The growth pattern also suggests this problem is expanding rather than stabilizing (but maybe in a few months we’ll have more reliable LLMs, who knows…) If not, things could also get worse as incorrect references propagate when authors copy references from one paper to another.

Some fun analysis

Most affected authors

I call an author affected if they “lose” a citation as a result of an hallucination. That is, a paper references a work of this author, but attributes it to incorrect authors.
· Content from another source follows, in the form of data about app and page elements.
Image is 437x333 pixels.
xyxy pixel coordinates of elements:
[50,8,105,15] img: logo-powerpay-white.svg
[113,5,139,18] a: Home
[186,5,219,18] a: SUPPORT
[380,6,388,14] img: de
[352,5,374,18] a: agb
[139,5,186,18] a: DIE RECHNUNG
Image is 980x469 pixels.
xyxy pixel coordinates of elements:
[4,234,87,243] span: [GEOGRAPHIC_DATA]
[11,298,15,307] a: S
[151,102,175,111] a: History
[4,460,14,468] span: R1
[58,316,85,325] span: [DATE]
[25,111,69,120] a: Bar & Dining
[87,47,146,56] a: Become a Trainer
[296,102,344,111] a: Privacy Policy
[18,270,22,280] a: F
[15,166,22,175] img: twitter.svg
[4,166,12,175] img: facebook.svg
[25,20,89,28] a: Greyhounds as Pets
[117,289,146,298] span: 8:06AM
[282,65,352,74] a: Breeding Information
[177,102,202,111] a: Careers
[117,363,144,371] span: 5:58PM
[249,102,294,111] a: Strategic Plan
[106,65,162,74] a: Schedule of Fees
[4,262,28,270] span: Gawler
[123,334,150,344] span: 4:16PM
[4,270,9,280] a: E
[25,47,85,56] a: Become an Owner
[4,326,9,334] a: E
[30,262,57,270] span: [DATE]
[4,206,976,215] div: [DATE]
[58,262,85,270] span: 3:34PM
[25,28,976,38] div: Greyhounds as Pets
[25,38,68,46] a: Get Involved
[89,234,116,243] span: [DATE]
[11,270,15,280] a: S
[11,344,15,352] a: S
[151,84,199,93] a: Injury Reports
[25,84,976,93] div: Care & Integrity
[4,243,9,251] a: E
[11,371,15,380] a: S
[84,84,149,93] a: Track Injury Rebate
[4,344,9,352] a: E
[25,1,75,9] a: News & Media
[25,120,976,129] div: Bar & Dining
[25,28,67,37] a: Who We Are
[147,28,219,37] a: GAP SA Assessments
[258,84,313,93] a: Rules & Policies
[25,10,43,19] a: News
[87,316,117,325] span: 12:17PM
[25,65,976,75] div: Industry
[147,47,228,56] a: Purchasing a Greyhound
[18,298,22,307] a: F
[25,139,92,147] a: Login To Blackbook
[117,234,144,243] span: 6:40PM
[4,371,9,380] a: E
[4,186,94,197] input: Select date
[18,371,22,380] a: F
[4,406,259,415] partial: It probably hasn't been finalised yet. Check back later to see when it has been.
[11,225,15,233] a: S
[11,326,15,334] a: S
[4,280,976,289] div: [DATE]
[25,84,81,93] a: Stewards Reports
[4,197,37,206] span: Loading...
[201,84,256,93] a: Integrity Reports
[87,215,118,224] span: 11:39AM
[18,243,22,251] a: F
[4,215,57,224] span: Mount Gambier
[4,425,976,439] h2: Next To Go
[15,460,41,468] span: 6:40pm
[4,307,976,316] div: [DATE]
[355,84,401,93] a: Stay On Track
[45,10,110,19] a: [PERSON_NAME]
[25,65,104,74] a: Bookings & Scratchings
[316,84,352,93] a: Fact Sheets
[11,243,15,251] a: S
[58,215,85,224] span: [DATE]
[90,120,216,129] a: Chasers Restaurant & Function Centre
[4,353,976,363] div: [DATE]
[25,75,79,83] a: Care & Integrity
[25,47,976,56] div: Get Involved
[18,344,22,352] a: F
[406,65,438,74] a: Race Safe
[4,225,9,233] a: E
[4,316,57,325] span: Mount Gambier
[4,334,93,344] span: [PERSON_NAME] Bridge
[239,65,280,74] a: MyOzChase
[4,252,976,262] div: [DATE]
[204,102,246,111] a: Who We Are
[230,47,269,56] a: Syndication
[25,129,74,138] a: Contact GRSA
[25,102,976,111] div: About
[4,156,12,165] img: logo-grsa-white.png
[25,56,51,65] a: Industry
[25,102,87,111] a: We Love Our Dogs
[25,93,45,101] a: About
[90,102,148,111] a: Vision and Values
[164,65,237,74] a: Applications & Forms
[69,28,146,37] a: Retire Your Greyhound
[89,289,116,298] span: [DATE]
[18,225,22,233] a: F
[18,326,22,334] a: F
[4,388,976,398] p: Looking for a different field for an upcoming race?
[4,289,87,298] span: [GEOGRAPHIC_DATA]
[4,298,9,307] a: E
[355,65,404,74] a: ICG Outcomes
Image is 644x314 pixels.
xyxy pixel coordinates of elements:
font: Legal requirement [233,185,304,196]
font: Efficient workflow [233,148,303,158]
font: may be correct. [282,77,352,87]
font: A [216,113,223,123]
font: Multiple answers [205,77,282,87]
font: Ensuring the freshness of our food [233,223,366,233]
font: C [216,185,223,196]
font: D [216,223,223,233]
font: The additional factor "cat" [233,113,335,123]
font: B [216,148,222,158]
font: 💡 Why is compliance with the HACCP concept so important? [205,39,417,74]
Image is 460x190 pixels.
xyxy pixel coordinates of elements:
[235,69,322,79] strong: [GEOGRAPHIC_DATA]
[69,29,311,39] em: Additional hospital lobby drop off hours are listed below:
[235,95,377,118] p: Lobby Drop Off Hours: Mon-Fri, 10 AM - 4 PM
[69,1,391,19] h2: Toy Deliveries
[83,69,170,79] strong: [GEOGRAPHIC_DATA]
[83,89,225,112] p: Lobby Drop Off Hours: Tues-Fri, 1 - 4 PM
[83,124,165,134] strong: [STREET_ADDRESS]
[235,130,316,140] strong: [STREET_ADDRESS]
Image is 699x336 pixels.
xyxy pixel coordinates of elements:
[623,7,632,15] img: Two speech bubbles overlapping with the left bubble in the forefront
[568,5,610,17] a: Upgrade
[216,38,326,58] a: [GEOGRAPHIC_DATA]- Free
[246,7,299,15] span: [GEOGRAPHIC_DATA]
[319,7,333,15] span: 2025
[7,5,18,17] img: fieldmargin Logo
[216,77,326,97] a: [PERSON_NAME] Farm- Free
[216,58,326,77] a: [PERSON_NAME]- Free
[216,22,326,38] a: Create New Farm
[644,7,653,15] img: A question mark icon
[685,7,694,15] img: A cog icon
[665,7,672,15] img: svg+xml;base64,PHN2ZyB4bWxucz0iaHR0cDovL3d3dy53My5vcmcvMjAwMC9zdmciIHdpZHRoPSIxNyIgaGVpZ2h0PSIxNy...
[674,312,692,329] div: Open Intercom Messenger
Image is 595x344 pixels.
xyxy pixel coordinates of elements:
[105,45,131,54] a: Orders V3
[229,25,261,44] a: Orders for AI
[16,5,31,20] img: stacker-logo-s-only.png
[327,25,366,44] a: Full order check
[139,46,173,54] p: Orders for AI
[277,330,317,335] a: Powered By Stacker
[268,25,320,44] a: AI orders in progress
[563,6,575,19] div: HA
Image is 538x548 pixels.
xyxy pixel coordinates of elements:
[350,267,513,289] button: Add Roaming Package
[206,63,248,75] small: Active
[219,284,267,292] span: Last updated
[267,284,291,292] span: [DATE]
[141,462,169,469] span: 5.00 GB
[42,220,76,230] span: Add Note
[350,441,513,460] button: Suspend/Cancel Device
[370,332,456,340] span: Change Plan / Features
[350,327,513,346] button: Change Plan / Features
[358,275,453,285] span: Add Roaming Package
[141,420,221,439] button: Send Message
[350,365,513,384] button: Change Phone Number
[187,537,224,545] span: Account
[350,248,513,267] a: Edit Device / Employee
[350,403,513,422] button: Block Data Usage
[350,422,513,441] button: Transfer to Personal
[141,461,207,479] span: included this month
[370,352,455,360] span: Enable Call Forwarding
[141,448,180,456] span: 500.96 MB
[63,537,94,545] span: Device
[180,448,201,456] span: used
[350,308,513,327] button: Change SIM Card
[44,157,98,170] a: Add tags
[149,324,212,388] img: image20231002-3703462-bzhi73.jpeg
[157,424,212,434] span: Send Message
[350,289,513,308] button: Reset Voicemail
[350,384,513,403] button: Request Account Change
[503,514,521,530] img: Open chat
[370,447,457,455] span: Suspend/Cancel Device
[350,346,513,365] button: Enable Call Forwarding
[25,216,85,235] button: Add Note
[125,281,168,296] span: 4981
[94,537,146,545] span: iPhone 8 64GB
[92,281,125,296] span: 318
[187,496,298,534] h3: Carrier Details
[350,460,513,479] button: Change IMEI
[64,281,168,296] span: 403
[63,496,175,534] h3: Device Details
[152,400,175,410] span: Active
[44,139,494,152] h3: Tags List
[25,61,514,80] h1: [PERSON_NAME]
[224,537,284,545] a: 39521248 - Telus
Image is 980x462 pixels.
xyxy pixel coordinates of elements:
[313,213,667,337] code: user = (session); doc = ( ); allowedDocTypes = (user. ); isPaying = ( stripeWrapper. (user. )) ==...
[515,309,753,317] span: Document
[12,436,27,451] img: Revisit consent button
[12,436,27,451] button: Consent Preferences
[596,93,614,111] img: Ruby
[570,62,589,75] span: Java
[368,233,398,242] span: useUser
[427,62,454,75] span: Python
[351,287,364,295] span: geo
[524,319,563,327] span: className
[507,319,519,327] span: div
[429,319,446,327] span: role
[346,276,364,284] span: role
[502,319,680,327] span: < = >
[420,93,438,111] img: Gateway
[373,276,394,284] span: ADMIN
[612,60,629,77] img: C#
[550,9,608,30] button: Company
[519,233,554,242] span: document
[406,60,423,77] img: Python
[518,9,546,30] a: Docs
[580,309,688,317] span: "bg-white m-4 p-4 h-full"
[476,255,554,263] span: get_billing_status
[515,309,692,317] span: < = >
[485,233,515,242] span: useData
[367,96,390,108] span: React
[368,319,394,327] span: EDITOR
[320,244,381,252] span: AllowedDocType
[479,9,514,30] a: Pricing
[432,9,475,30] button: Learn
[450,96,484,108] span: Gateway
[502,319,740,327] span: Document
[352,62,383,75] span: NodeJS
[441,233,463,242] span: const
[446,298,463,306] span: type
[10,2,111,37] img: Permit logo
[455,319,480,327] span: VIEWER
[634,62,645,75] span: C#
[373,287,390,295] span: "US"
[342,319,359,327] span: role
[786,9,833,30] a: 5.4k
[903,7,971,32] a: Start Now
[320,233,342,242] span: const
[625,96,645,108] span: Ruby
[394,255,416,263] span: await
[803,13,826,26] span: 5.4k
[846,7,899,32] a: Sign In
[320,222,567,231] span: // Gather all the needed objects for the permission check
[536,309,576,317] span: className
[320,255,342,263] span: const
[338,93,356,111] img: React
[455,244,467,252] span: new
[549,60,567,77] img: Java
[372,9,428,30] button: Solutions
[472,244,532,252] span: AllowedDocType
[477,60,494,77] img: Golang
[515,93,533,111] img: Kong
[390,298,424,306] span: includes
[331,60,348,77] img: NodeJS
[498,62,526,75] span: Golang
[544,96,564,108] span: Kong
Unsurprisingly, the most affected authors tend to just be highly-cited authors, who therefore won’t suffer much from (possibly) losing out on a handful of citations. The top-5 in my data were:

Alexei Efros, Oriol Vinyals, Jun-Yan Zhu, Jianfeng Gao, and Kaiming He

Top offenders

Here are the three papers that contained the most hallucinated references in my analysis:

  1. 2408.04723 (9 found): this paper has a whole bunch of references with bogus arXiv links pointing to wrong papers. There are also at least 25 references with an empty “Journal name”:

A citation with an empty Journal Name

  1. 2408.10263 (8 found): this paper also has a bunch of references with incorrect authors and arXiv links. The true number of hallucinated references is definitely much higher than 8, but I’m too lazy to count them:

Citations with incorrect authors and arxiv links

  1. 2311.10732 (7 found): This paper is quite ironically titled “Empowering Educators as AI-Enhanced Mentors”. It also has a large number of hallucinated references with wrong authors and arXiv links:

Citations with incorrect authors and arxiv links

Final thoughts

Since the numbers I report here are likely a vast underestimate, there does seem to be meaningful uprise in hallucinated references. I see two reasons why this might be happening, which are both somewhat worrisome in different ways:

  1. Researchers are over-relying on AI tools without understanding their failure modes. This doesn’t bode well for how the population at large might (mis)use LLMs.

  2. Sloppier scholarship: Authors might know this is happening, but the pressure to publish lots of papers means people cut corners where possible.

I plan to continue monitoring this trend in the coming months. The key questions are whether LLMs will improve their citation accuracy, whether researchers will develop better verification practices, or whether this represents a new baseline level of citation noise in academic literature that we’ll just have to accept going forward.